* **What the task requires**
Please give back the lines from the line containing "At what (x,y)" through the end of the listing below, exactly as written and without pictures.

>>>>>

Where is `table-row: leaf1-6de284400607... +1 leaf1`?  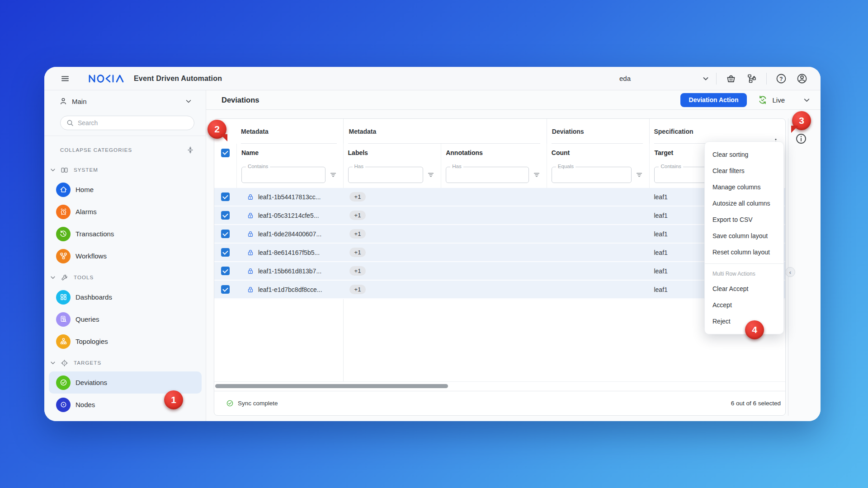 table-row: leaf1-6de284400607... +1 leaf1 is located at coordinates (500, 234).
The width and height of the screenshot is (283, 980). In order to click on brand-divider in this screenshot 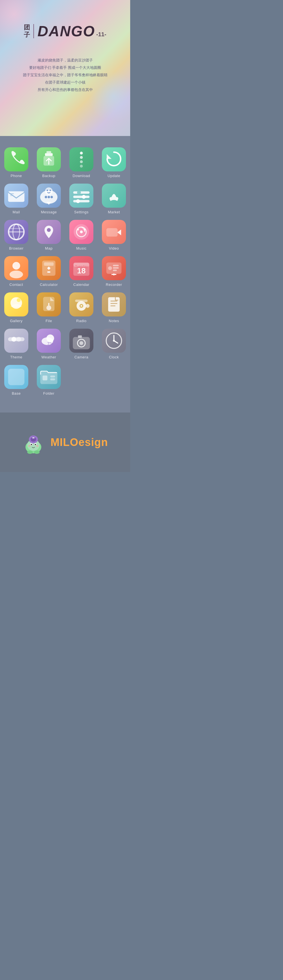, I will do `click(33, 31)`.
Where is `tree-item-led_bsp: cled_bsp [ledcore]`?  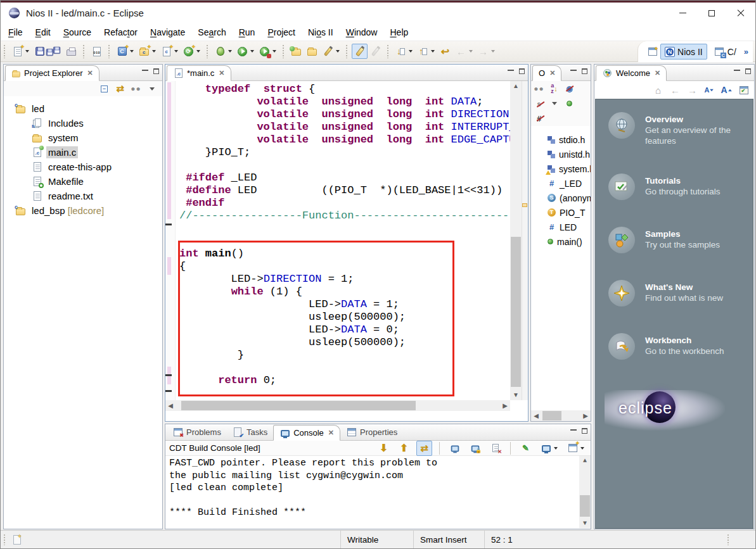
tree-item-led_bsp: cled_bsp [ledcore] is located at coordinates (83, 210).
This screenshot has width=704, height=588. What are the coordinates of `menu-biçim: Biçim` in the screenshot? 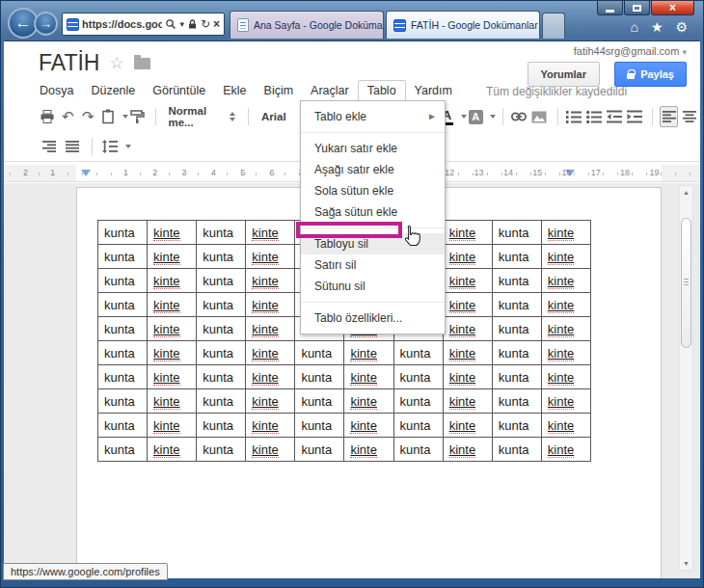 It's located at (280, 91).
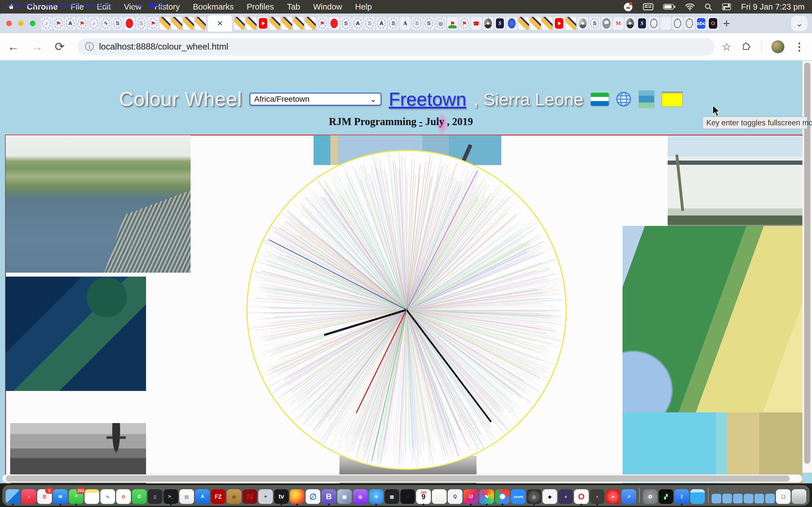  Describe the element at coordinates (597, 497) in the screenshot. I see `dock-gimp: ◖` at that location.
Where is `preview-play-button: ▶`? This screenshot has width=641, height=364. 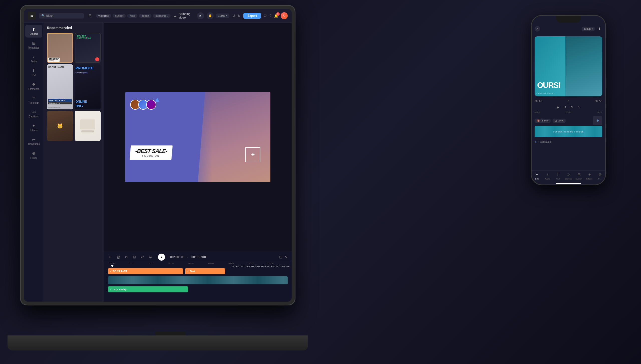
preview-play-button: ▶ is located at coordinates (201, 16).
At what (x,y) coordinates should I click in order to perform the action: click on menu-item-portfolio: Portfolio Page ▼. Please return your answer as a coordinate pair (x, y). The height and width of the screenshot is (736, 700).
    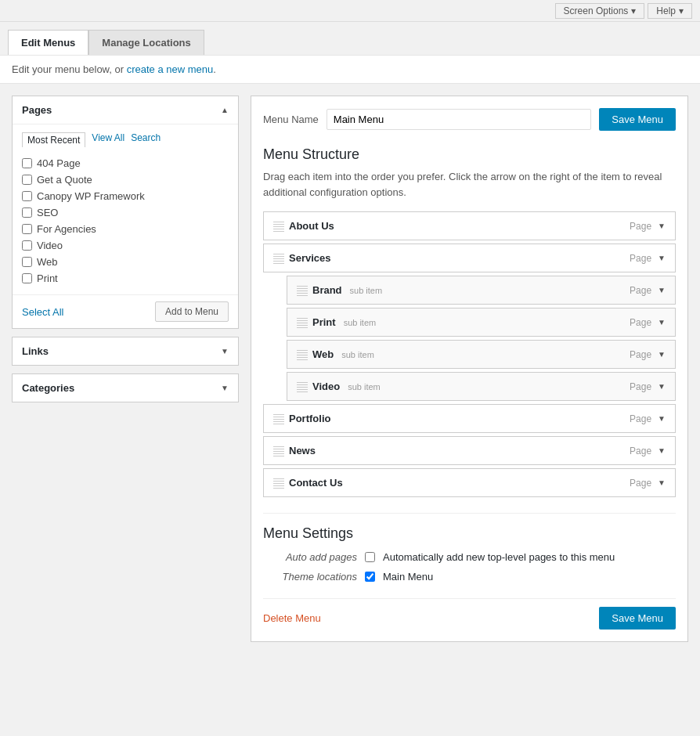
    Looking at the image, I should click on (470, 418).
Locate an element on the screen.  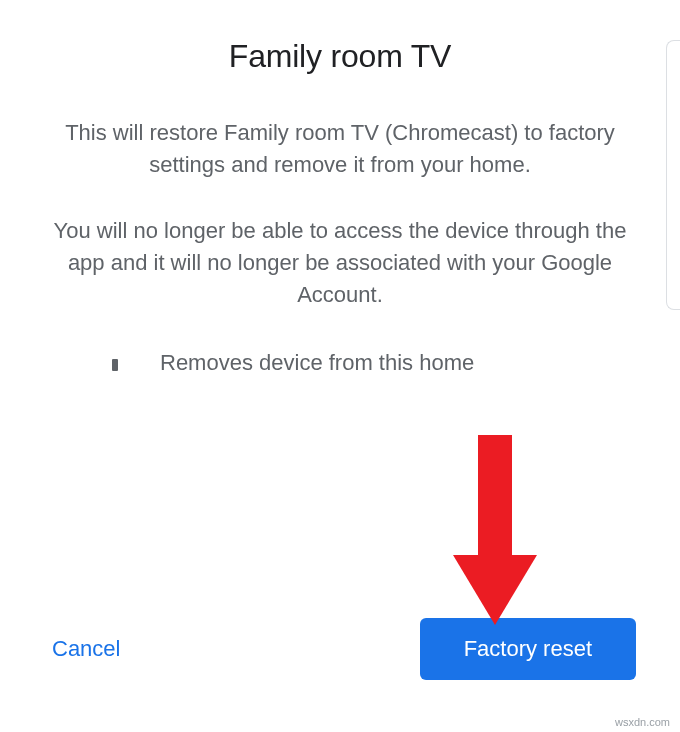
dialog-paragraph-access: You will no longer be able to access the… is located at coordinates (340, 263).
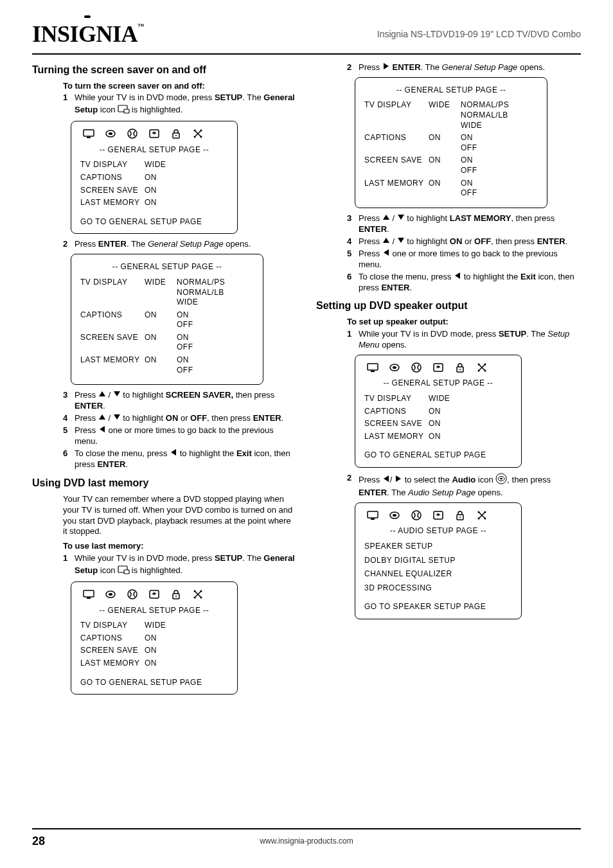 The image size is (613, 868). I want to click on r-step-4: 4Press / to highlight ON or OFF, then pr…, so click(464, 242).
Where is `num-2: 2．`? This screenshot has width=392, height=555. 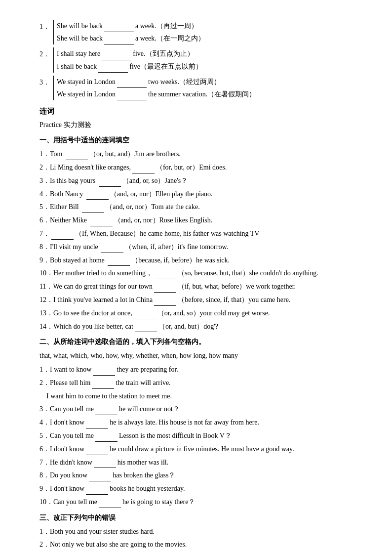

<<<<<

* **Your response**
At what (x,y) coordinates should I click in order to perform the action: click on menu-item-portfolio: Portfolio Page ▼. Please return your answer as a coordinate pair (x, y). The height and width of the screenshot is (736, 700).
    Looking at the image, I should click on (470, 418).
Locate an element on the screen.  
dialog-paragraph-access: You will no longer be able to access the… is located at coordinates (340, 263).
 The image size is (613, 868). I want to click on r-step-4: 4Press / to highlight ON or OFF, then pr…, so click(464, 242).
Where is `num-2: 2．`? This screenshot has width=392, height=555. 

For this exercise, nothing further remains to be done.